In the second type of rendition in this category—the kind that has attracted the most criticism—the United States helps arrange for the transfer of a suspect from the country he is located in to a third country, again without a formal legal process. In these operations before 9/11, the United States typically had intelligence that the individual was genuinely dangerous, but did not have an evidentiary basis for prosecution. The host government usually wants the person in question off its soil because he is involved terrorist activities. The United States, which has probably been in close contact with the host country’s intelligence officials, recognizes the problem and checks with the individual’s home country or others where he may have lived or whose citizens might have been targeted by his operations. If one of those countries has an arrest warrant or wants to indict, the United States helps arrange and perhaps carry out the transfer. The whole thing is done quietly because the host country officials don’t want to be seen by their public as cooperating with the United States.  Quite often, those  officials are unelected, hated by their country’s Islamist opposition, and fear an angry “street.”

In a perfect world, every country would have democratically elected officials and solid institutions, including a functioning judiciary, and renditions would not be necessary. But renditions reflect the reality that dangerous people turn up with some frequency in countries with inadequate legal systems that need to shield their cooperation with the United States from domestic opposition.

What has made renditions so unpalatable is that after 9/11, when “the gloves came off,” as some officials put it, so did the moral and legal standards that made rendition acceptable. In short, rendition has become a dirty word because it is now a shorthand for what some have called  “the outsourcing of torture.” That was not the case before the Twin Towers were destroyed. Before 9/11, 70 suspected terrorists were rendered, according to former CIA Director George Tenet. These operations were overseen by a small army of lawyers at the CIA and the Defense Department (whose planes were sometimes used) as well as White House officials. A key requirement was that the countries that took custody of the suspects guaranteed to the United States that the individuals would be treated in accordance with international human rights norms. That meant they would not be tortured. U.S. officials also monitored the practices of these countries to ensure those assurances were met.

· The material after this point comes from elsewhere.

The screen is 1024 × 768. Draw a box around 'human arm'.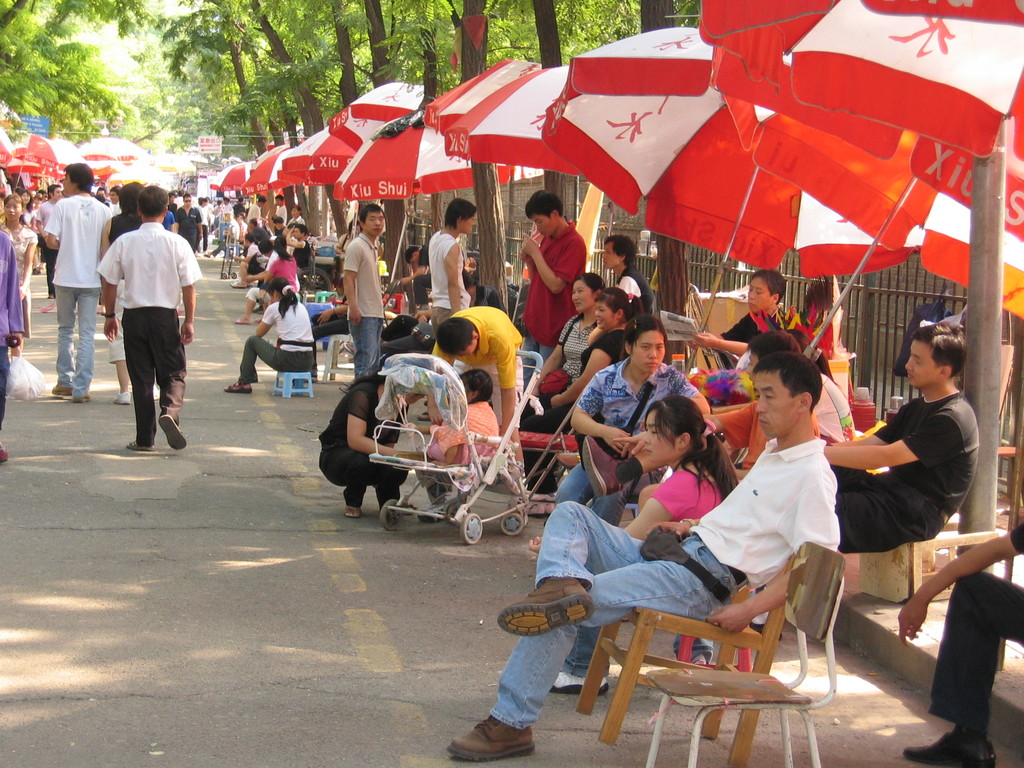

Evidently, those curbs were not in place for a time, as Arar’s transfer to Syria, a country notorious for torture, shows. There is no certainty that they are now. It is also not apparent that the United States still requires an indictment or warrant from the receiving country. According to CIA officials I’ve spoken with (as I discuss in my book, The Next Attack), the Arar rendition never would have happened before 9/11. (“We didn’t do business with those people—it was off the table,” was the way one former CIA lawyer put it.) 

As the examples of Abu Omar, Khaled al-Masri, and Arar indicate, the government has also gone too far by rendering people who were located in countries with comprehensive, functioning legal systems. Rendition was meant to be a remedy for the inadequacies of states that haven’t achieved the rule of law, not a shortcut in those that have.

One can only hope the administration has learned its lesson and there won’t be any more bungling across the ocean in Europe. Some Democratic lawmakers have taken aim more broadly at the practice of rendition. With luck, they will recognize its value as a tool and limit their efforts to stopping the abuses, not rendition itself.